In 1969, at its peak in sales, Ling-Temco-Vought reported a loss of $70 million (it had earned $124 million before taxes and interest, but interest charges were $122 million, swallowing up nearly all the profits; additional taxes and special items caused further losses).
Over the next few years, the stock price fell from its peak by over 95%.
(Shortform note: Graham doesn’t comment on the company’s fundamental business issues. It appears Ling-Temco-Vought suffered from:
- A general market downturn in 1970
- Investors’ realization that its acquired companies weren’t growing any faster as part of the conglomerate than before they were acquired, thus weakening the conglomeration strategy
- Antitrust concerns of conglomerates)
Archetype 3: A Tiny Company Swallows a Giant
This third investment case study shows what can go wrong when a large company takes over a smaller one.
NVF and Sharon Steel
In 1968, NVF, a company with $31 million in sales, acquired a company seven times its size: Sharon Steel Corp, a company with $219 million in sales.

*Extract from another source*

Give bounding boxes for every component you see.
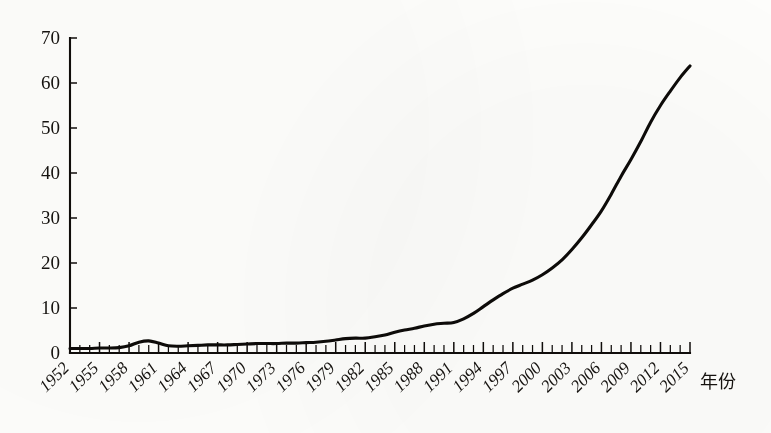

To fund this acquisition, NVF issued $102 million of bonds with stock warrants attached. Warning signs then appeared:
- Its financial reporting showed incomprehensible entries relating to debt expenses, cost of investment in Sharon Steel, and fair market value of warrants. The overall effect was to disguise the severity of the debt and of the dilution from the stock warrants.
- The newly issued bonds soon traded at a steep discount (42 cents on the dollar), suggesting the market had deep concerns about its financial position.
- In 1969 Sharon Steel adjusted its calculations for pension costs and lowered depreciation rates, thus artificially boosting earnings by $1 per share.
(Shortform note: Graham doesn’t discuss the stock performance of NVF, but Sharon Steel began defaulting on debt in 1985 and filed for bankruptcy in 1987. The chairman of NVF, Victor Posner, was a famed “corporate raider” and pioneer of leveraged buyout and hostile takeover strategies.)
Archetype 4: An Illusory Company Riding a Speculative Wave
Finally, this last type of investment case study shows how stocks can damage company value.
eToys
In 1999, Internet retailer eToys went public at a valuation of $7.8 billion. It was a tiny company with sales of just $30 million and assets of $31 million; in comparison, Toys “R” Us was worth $2 billion less at $5.6 billion, with 70-fold more revenue ($2.1 billion) and total assets of $8 billion.
How did this make any sense? eToys showed an astounding growth rate of 4,261% in the past year. However, as Graham has cautioned us, smaller companies are able to grow at astounding rates that they cannot sustain (a 42-fold growth in revenue suggests eToys had just $700,000 in revenue the previous year).
Even worse, while it showed revenue of $30 million, eToys suffered a loss of an equal size, at $31 million—it was losing a dollar for every dollar it brought in.
In 2001, eToys filed for bankruptcy, and its stock fell from $86 per share to zero.